The Vicious Cycle of Food and Sleep
The future, my mom used to say, belongs to those who wake up early. L’avenir appartient à ceux qui se lèvent tôt. She’d say this as we drove to early ice skating practices on those cold winter mornings growing up in Quebec. As it turns out, science may be proving her right — though perhaps not in exactly the way she thought.
I am a researcher who specializes in understanding the links between diet, sleep and health. Up until around 2014, my lab focused on examining how too little sleep affects obesity. Our work showed that reducing sleep by about four hours per night, for four nights, led to an increase in eating, amounting to about 300 calories per day (the equivalent of one McDonald’s cheeseburger). The cause, we found, is increased activity in the reward centers of the brain specific to food, along with alterations in hormones that control feelings of fullness. In other words, people who sleep less feel hungrier, and tend to crave foods that are high in sugar and fat.
Then, in 2014, the US Dietary Guidelines Advisory Committee — the group of scientists that makes recommendations about what Americans should eat to be healthy — reached out to me to ask the opposite question: How does diet affect sleep? This was an intriguing question.
It’s also a very important one. About 35 percent of Americans get less than the recommended minimum of seven hours of sleep per night; 10 percent to 30 percent suffer from a sleep disorder like insomnia or sleep apnea. Sleeping too little and sleep disorders have been associated with a host of problems ranging from psychological conditions to chronic diseases such as type 2 diabetes and cardiovascular disease.
But getting more and better sleep isn’t always just a matter of going to bed earlier: It turns out that diet is an under-recognized contributor to good or bad sleep.
Usually, people can pinpoint food or beverage triggers that contribute to bad sleep: Drinking coffee too late in the day or having a large meal too close to bedtime are two obvious ones that can interfere with sleep. What is less noticeable is how healthy choices made throughout the day can have a positive influence on slumber.
Our studies over the past seven years have shown that eating more fiber and less saturated fat and sugar during the day results in deeper, less disturbed sleep at night. It may be particularly helpful to eat a Mediterranean-type diet rich in fruits and vegetables, legumes, nuts, whole grains and olive oil, and low in red and processed meat and whole-fat dairy. In our research, those who followed this diet were 1.4 times more likely to have good night’s sleep and 35 percent less likely to have insomnia.

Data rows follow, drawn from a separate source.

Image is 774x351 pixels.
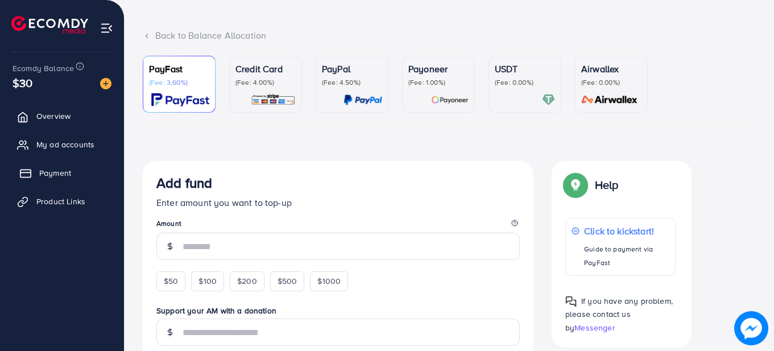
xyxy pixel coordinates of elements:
[36,139,94,150] span: My ad accounts
[236,78,296,87] p: (Fee: 4.00%)
[100,78,112,89] img: image
[344,93,382,106] img: card
[431,93,469,106] img: card
[236,62,296,76] p: Credit Card
[735,311,769,345] img: image
[237,275,257,287] span: $200
[584,224,669,238] p: Click to kickstart!
[149,78,209,87] p: (Fee: 3.60%)
[149,62,209,76] p: PayFast
[156,305,520,316] label: Support your AM with a donation
[566,295,673,333] span: If you have any problem, please contact us by
[9,133,116,156] a: My ad accounts
[11,16,88,34] img: logo
[156,175,212,191] h3: Add fund
[199,275,217,287] span: $100
[143,29,756,42] div: Back to Balance Allocation
[278,275,298,287] span: $500
[100,22,113,35] img: menu
[318,275,341,287] span: $1000
[36,110,71,122] span: Overview
[495,62,555,76] p: USDT
[542,93,555,106] img: card
[156,218,520,233] legend: Amount
[578,93,642,106] img: card
[582,78,642,87] p: (Fee: 0.00%)
[582,62,642,76] p: Airwallex
[251,93,296,106] img: card
[9,162,116,184] a: Payment
[9,105,116,127] a: Overview
[566,175,586,195] img: Popup guide
[13,75,32,91] span: $30
[595,178,619,192] p: Help
[39,167,71,179] span: Payment
[156,196,520,209] p: Enter amount you want to top-up
[575,322,615,333] span: Messenger
[151,93,209,106] img: card
[566,296,577,307] img: Popup guide
[13,63,74,74] span: Ecomdy Balance
[36,196,85,207] span: Product Links
[322,62,382,76] p: PayPal
[164,275,178,287] span: $50
[409,78,469,87] p: (Fee: 1.00%)
[584,242,669,270] p: Guide to payment via PayFast
[409,62,469,76] p: Payoneer
[322,78,382,87] p: (Fee: 4.50%)
[9,190,116,213] a: Product Links
[495,78,555,87] p: (Fee: 0.00%)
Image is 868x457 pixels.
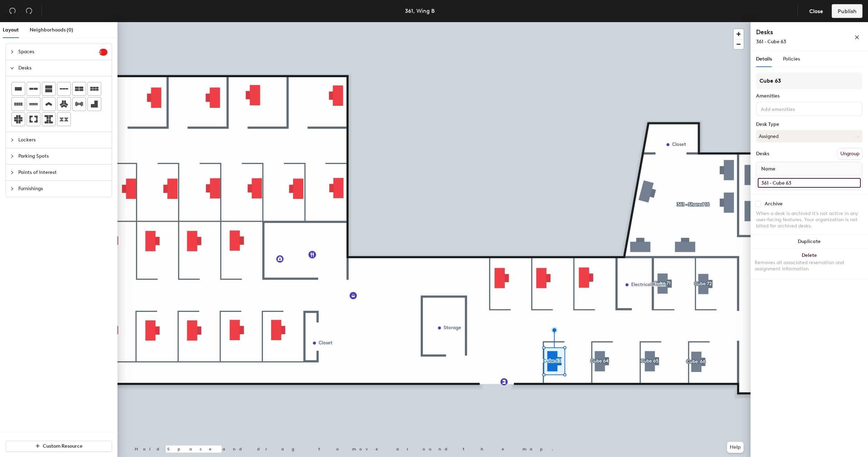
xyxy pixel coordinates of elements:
span: 361 - Cube 63 [757,39,786,45]
span: Layout [3,27,18,33]
button: Custom Resource [5,441,112,452]
span: undo [9,7,16,14]
button: Assigned [757,130,863,143]
button: Help [727,441,744,453]
input: Add amenities [760,105,822,113]
button: Close [803,4,829,18]
button: Undo (⌘ + Z) [5,4,19,18]
span: Details [757,56,772,62]
span: Furnishings [18,181,107,197]
span: collapsed [10,170,14,175]
span: Close [810,8,823,14]
span: 2 [99,50,107,54]
span: Parking Spots [18,148,107,164]
span: Desks [18,60,107,76]
span: collapsed [10,50,14,54]
span: Custom Resource [43,443,83,449]
h4: Desks [757,28,832,37]
div: Amenities [757,93,863,99]
span: Lockers [18,132,107,148]
span: Neighborhoods (0) [30,27,73,33]
div: Removes all associated reservation and assignment information [755,259,864,272]
div: When a desk is archived it's not active in any user-facing features. Your organization is not bil... [757,211,863,229]
div: Desks [757,151,770,157]
span: collapsed [10,138,14,142]
button: Ungroup [837,148,863,160]
div: Desk Type [757,122,863,127]
button: Redo (⌘ + ⇧ + Z) [22,4,36,18]
sup: 2 [99,49,107,56]
span: Name [758,163,779,175]
button: DeleteRemoves all associated reservation and assignment information [751,249,868,279]
span: expanded [10,66,14,70]
div: Archive [765,201,783,206]
button: Duplicate [751,235,868,249]
button: Publish [832,4,863,18]
span: Spaces [18,44,99,60]
span: collapsed [10,154,14,158]
span: Points of Interest [18,164,107,181]
span: close [855,35,860,40]
span: collapsed [10,187,14,191]
input: Unnamed desk [758,178,861,187]
div: 361, Wing B [405,7,435,15]
span: Policies [783,56,800,62]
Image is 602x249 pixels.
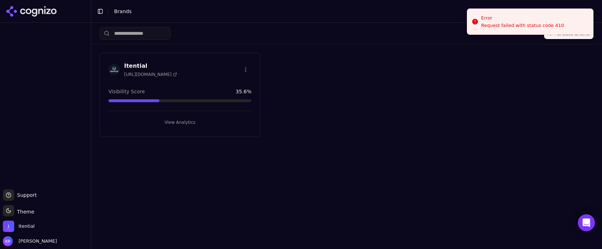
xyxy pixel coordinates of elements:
[124,72,177,77] span: [URL][DOMAIN_NAME]
[236,88,251,95] span: 35.6 %
[114,9,131,14] span: Brands
[578,215,595,232] div: Open Intercom Messenger
[14,209,34,215] span: Theme
[481,22,564,29] div: Request failed with status code 410
[3,221,34,232] button: Open organization switcher
[481,15,564,22] div: Error
[108,64,120,75] img: Itential
[108,117,251,128] button: View Analytics
[14,192,37,199] span: Support
[3,237,57,247] button: Open user button
[108,88,145,95] span: Visibility Score
[16,238,57,245] span: [PERSON_NAME]
[114,8,582,15] nav: breadcrumb
[3,237,13,247] img: Kristen Rachels
[18,224,34,230] span: Itential
[124,62,177,70] h3: Itential
[3,221,14,232] img: Itential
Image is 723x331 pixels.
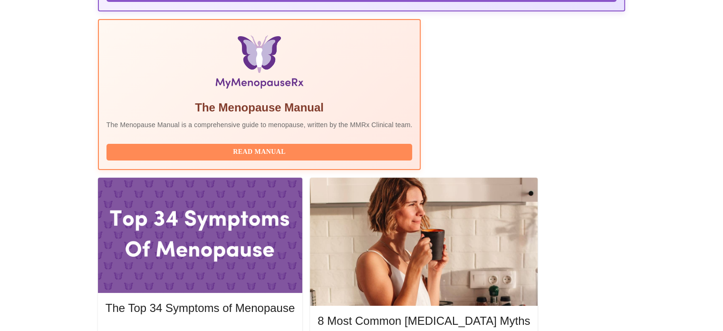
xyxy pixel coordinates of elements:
h5: 8 Most Common [MEDICAL_DATA] Myths [318,313,530,328]
h5: The Top 34 Symptoms of Menopause [106,300,295,315]
h5: The Menopause Manual [107,100,413,115]
button: Read Manual [107,144,413,160]
span: Read Manual [116,146,403,158]
p: The Menopause Manual is a comprehensive guide to menopause, written by the MMRx Clinical team. [107,120,413,129]
a: Read Manual [107,147,415,155]
img: Menopause Manual [155,35,364,92]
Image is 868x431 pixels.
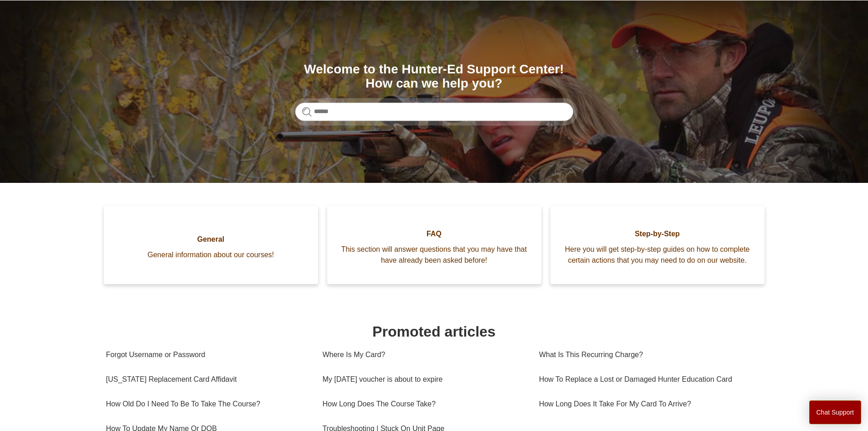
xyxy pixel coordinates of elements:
[341,228,527,239] span: FAQ
[539,343,755,367] a: What Is This Recurring Charge?
[106,343,309,367] a: Forgot Username or Password
[104,206,318,284] a: General General information about our courses!
[539,367,755,392] a: How To Replace a Lost or Damaged Hunter Education Card
[550,206,765,284] a: Step-by-Step Here you will get step-by-step guides on how to complete certain actions that you ma...
[106,392,309,416] a: How Old Do I Need To Be To Take The Course?
[341,244,527,266] span: This section will answer questions that you may have that have already been asked before!
[564,244,751,266] span: Here you will get step-by-step guides on how to complete certain actions that you may need to do ...
[809,401,861,424] button: Chat Support
[539,392,755,416] a: How Long Does It Take For My Card To Arrive?
[106,367,309,392] a: [US_STATE] Replacement Card Affidavit
[564,228,751,239] span: Step-by-Step
[323,343,525,367] a: Where Is My Card?
[106,320,762,343] h1: Promoted articles
[323,392,525,416] a: How Long Does The Course Take?
[327,206,541,284] a: FAQ This section will answer questions that you may have that have already been asked before!
[323,367,525,392] a: My [DATE] voucher is about to expire
[118,234,304,244] span: General
[295,103,573,121] input: Search
[118,249,304,260] span: General information about our courses!
[295,62,573,91] h1: Welcome to the Hunter-Ed Support Center! How can we help you?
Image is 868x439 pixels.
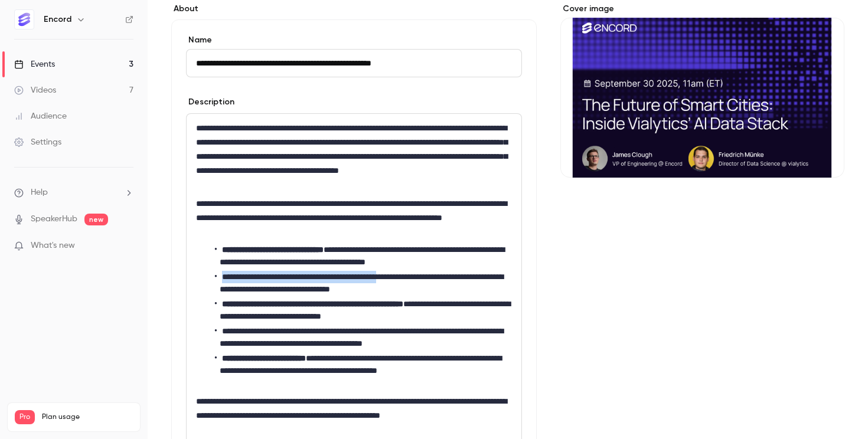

Why? It’s partly because protein-rich foods such as nuts and seeds, fish, poultry and eggs contain tryptophan, an amino acid from which the sleep-regulating hormone melatonin is produced in the brain. Other foods — including tomatoes, pineapple, tart cherries, bananas, apples, vegetable oils, nuts and animal products — contain melatonin itself. In plants, melatonin serves as an antioxidant to prevent damage, while in animals it serves to regulate their sleep (much as it does in humans). Eating such melatonin-rich foods may also boost your own melatonin levels, although research on this is sparse.
Our work suggests that the effects of diet on sleep can be as powerful, or maybe more powerful, than mindfulness practices (increasing awareness and acceptance of one’s thoughts and feelings, through meditation for example) or melatonin supplementation through pills. Studies show that melatonin supplements on average reduce the time to fall asleep by four minutes; in one of our studies, eating a healthy diet reduced time to fall asleep by about 12 minutes, and the overall sleep quality was better.
In the end, bad sleep and poor diet can be a vicious cycle: Lack of sleep leads to poor dietary choices, which in turn causes low quality sleep. But we can interrupt this cycle and turn it around. Eating well throughout the day could produce sounder, more restful sleep — which, in turn, could contribute to making better food choices.
Interestingly, this may be easier to achieve for early birds. People who consider themselves night owls — feeling their best late in the day rather than early — tend, on average, to eat less plant protein, fruits and vegetables. This evening preference is also associated (again, on average) with greater rates of illness and earlier death.
So perhaps the future does belong to those who wake up early after all.
Marie-Pierre St-Onge is a nutrition scientist and the director of the Sleep Center of Excellence at Columbia University.